My Brother Michael by Mary Stewart

My Brother Michael by Mary Stewart

Author:Mary Stewart
Language: eng
Format: mobi, epub
Tags: (¯`'•.¸//(*_*)\\¸.•'´¯)
Publisher: Hachette UK
Published: 2011-02-16T13:00:00+00:00


11

That ground will take no footprint. All of it Is bitter stone …

EURIPIDES: Electra.

(tr. Gilbert Murray.)

THE corrie did not lie at any great height. Arachova itself is almost three thousand feet above sea level, and we had climbed no more than eight or nine hundred feet in all since we had left the village. We were still only in the foothills of the vast highland of Parnassus, but we might have been lost, a million miles from anywhere. Since the village had dwindled out of sight we had seen no living creature except the lizards, and the vultures that circled and cried so sweetly, high in the dazzling air.

The place wasn’t, properly speaking, a corrie. It was a hollow scooped out of a line of low cliffs that topped a steep, mile-long ridge like the crest along a horse’s neck. From a distance the cliff looked fairly uniform, but on approach it could be seen that it had been split and torn into ragged bays and promontories where half a hundred winter torrents had gouged their headlong way down the mountainside.

Here and there lay evidence of a swifter and more wholesale violence. Earthquakes had wrested great chunks from the crag, quarrying back into the limestone face, throwing the enormous debris down, so that for hundreds of feet below the jagged cliffs, a loose and sometimes dangerous scree valanced the sloping hillside.

As we neared the edge of this Stephanos turned aside, into a short steep detour that took us out above the level of the clifftop, and we approached the line of crags at a long slant that brought us eventually to the edge.

The old man stopped then, leaning on his crook, and waited for us to come up with him.

Simon stood beside him, looking down.

‘This is the place?’

‘This is the place.’

It could have been a quarry hacked out of the cliff-face during countless patient years. It had probably taken five seconds of earthquake for the Earth-Shaker to tear that semicircular scar back into the cliff and fling the wreckage down before it in still formidable walls of jagged rock. The result of the earthquake’s action was to make a roughly circular hollow, a sort of irregular crater some seventy yards across, which was walled to the north by the living cliff on which we stood, and shut in almost completely for the rest of its diameter by the vast sections of tumbled rock.

The centre of the crater floor was clear, but the encircling walls were piled in the now familiar way with red dust and rock-debris. In spring, I thought, it would probably be beautiful, for it was sheltered, and I could see the dead remains of some scrubby plants and bushes where the melting snows and then the rain must have fed some alpine vegetation. Below us clung the lovely green of a little juniper, and just beside my feet the rock held two thick bushes that looked like holly, but which bore, incongruously, acorns with enormous cups as prickly as seaurchins.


What is required:
What you return must be every line below that includes the word "solid".

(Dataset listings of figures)
--------------------------------

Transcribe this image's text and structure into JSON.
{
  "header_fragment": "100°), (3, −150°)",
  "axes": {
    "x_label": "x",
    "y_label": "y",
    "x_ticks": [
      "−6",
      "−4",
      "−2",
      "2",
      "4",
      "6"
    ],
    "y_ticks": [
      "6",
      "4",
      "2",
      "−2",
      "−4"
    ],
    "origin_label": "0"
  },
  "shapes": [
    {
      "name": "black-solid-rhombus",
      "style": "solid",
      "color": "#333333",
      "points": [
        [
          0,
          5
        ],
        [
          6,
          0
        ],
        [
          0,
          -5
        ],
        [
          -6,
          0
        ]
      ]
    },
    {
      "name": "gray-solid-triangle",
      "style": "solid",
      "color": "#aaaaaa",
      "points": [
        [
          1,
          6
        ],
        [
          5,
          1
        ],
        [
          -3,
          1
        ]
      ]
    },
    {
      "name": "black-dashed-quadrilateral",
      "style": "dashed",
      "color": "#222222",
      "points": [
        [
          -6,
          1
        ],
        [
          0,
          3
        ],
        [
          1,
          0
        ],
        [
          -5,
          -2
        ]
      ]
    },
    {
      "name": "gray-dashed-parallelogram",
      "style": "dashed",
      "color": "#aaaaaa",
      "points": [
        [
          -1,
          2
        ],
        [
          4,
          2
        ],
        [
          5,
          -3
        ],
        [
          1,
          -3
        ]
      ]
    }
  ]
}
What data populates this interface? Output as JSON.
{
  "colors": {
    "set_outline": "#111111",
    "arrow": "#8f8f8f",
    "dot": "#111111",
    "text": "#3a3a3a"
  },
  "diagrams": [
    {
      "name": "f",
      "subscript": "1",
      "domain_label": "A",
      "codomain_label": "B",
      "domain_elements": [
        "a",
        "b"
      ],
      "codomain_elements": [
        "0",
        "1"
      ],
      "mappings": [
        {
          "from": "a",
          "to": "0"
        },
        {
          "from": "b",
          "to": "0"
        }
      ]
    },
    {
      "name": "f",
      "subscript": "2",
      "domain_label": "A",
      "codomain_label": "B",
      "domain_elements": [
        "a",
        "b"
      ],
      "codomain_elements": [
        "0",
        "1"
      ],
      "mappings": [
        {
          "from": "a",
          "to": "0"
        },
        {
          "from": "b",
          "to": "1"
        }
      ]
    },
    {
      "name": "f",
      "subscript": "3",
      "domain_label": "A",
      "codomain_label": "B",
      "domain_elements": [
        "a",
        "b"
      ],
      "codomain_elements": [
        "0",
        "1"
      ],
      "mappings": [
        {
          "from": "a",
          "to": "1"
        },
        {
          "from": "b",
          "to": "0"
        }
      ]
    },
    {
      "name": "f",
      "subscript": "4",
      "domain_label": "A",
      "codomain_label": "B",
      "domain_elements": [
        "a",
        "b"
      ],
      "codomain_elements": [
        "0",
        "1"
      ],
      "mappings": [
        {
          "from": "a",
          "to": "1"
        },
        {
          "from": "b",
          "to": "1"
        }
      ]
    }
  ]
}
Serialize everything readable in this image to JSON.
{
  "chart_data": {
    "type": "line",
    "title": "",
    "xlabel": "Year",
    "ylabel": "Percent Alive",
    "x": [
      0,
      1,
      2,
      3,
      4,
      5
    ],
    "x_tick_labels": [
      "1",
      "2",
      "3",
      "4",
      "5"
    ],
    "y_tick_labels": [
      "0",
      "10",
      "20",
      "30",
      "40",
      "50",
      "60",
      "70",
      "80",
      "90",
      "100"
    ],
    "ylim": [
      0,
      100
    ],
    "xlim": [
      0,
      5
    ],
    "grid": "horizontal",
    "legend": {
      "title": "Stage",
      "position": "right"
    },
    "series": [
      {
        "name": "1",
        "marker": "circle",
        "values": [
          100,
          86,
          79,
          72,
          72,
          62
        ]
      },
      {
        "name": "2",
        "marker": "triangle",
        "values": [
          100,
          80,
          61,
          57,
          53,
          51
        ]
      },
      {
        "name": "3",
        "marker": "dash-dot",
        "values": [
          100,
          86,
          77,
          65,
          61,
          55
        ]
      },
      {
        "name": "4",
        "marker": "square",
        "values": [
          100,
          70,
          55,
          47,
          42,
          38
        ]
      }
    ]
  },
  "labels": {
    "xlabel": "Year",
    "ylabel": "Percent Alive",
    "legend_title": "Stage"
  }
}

--------------------------------

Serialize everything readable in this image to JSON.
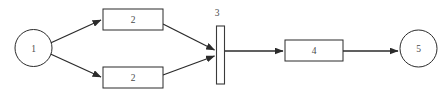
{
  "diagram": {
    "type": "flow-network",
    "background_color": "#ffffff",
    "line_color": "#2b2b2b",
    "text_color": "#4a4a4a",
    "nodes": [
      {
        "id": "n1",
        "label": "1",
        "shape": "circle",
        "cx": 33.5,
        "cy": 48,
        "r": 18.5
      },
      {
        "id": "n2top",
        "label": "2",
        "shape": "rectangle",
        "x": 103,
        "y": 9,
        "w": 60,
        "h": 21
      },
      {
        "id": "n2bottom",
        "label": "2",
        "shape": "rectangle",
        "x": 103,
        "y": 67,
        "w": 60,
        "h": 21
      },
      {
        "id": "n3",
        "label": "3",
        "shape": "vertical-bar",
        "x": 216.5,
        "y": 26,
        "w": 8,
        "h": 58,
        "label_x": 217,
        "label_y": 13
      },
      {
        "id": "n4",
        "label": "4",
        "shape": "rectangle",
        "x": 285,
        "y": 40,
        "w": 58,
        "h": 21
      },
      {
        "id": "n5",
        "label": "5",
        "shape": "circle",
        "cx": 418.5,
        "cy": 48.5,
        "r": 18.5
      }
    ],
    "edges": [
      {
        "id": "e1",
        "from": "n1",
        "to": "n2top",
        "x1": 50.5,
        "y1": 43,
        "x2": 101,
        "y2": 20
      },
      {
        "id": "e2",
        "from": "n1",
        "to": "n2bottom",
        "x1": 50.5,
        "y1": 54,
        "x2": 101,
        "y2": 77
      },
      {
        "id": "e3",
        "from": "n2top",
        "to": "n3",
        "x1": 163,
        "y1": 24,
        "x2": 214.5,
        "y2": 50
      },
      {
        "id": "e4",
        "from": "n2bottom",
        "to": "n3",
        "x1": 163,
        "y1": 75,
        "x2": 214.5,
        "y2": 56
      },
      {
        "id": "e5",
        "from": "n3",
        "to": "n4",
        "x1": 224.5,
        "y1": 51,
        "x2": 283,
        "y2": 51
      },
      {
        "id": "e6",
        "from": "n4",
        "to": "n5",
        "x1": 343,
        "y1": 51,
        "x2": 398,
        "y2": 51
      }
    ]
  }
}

--------------------------------

Solved problem:
      "name": "black-solid-rhombus",
      "style": "solid",
      "name": "gray-solid-triangle",
      "style": "solid",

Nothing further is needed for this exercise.